Monday, December 20, 2010

Nora Roberts - Genuine Lies



A book to die for...
Eve Benedict is the last of the movie goddesses, a smoky-voiced sex symbol with two Oscars, four ex-husbands, and a legion of lovers to her name. There is no secret, no scandal she doesn't know. Now Eve has decided to write her memoirs—no holds barred. All Hollywood begs her not to. But Eve has her reasons....
Julia Summers is the biographer Eve has handpicked to tell her story. Transported from her quiet life in Connecticut to glitzy Beverly Hills, Julia hates the limelight but loves her work—and the home it built for the ten-year-old son she's raising alone. How can she refuse this chance of a lifetime?
But Eve's elegantly sexy stepson, Paul Winthrop, will challenge Eve's determination to tell her story—and Julia's resolve to guard her heart. And as Julia learns just how far Eve's enemies will go to keep her book from publication, she also discovers that Eve has one last, dark secret to share. It is one that will change Julia's life—and could cut it brutally short.


Elizabeth Scott - Perfect You



Kate's sophomore year is shaping up to be a spectacular mess. Her former best friend is now popular and acts like Kate doesn't even exist. Kate's father suddenly quits his job to pursue his dream, which is to sell Perfect You vitamins at a booth in the mall. His impetuous and irresponsible behavior lands the family in money trouble, so life at home is tense and stressful. To make matters worse, poor Kate is forced to work for her father, spending most of her free hours trapped at the mall, trying to avoid humiliation. At school and at work, she verbally spars with Will, a boy she supposedly can't stand, yet admits to being "reluctantly lust-ridden" for. With her family falling apart and her best friend turning her back on her, the last thing Kate feels she can handle is being made a mockery of by Will, a notorious womanizer. When Kate's critical grandmother moves in, Kate is horrified to see that she often acts quite a bit like her grandma. She's so busy building up walls around her feelings and so set on things turning out terribly that she can't see what is good in her life. Both Kate and Will are excellent characters, and Scott's dialogue is superb. Kate is witty, sarcastic, and stubborn—all wonderful traits that Kate learns can work against her at times. Scott manages to capture the common high school troubles of family issues, dating and friendships without making it all seem too overwhelming. Kate may start out feeling alone, but she ends up with some surprising allies in her corner.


▸ TASK ITEM
A verbatim repetition of the data below is requested, without images.
━━━ RECORDS TO PROCESS
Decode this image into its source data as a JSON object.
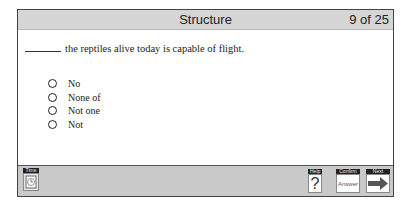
{
  "header": {
    "title": "Structure",
    "counter": "9 of 25"
  },
  "question": {
    "text": "the reptiles alive today is capable of flight."
  },
  "options": [
    {
      "label": "No",
      "selected": false
    },
    {
      "label": "None of",
      "selected": false
    },
    {
      "label": "Not one",
      "selected": false
    },
    {
      "label": "Not",
      "selected": false
    }
  ],
  "toolbar": {
    "time_label": "Time",
    "time_icon": "clock-icon",
    "help_label": "Help",
    "help_glyph": "?",
    "confirm_label": "Confirm",
    "confirm_face": "Answer",
    "next_label": "Next",
    "next_icon": "arrow-right-icon"
  }
}
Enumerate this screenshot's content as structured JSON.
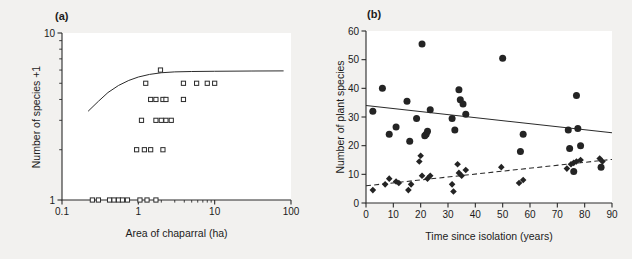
━━━━━━
▸ RESPONSE TO THE TASK
Decode this image into its source data as a JSON object.
{
  "header": {
    "title": "Structure",
    "counter": "9 of 25"
  },
  "question": {
    "text": "the reptiles alive today is capable of flight."
  },
  "options": [
    {
      "label": "No",
      "selected": false
    },
    {
      "label": "None of",
      "selected": false
    },
    {
      "label": "Not one",
      "selected": false
    },
    {
      "label": "Not",
      "selected": false
    }
  ],
  "toolbar": {
    "time_label": "Time",
    "time_icon": "clock-icon",
    "help_label": "Help",
    "help_glyph": "?",
    "confirm_label": "Confirm",
    "confirm_face": "Answer",
    "next_label": "Next",
    "next_icon": "arrow-right-icon"
  }
}
Enumerate this screenshot's content as structured JSON.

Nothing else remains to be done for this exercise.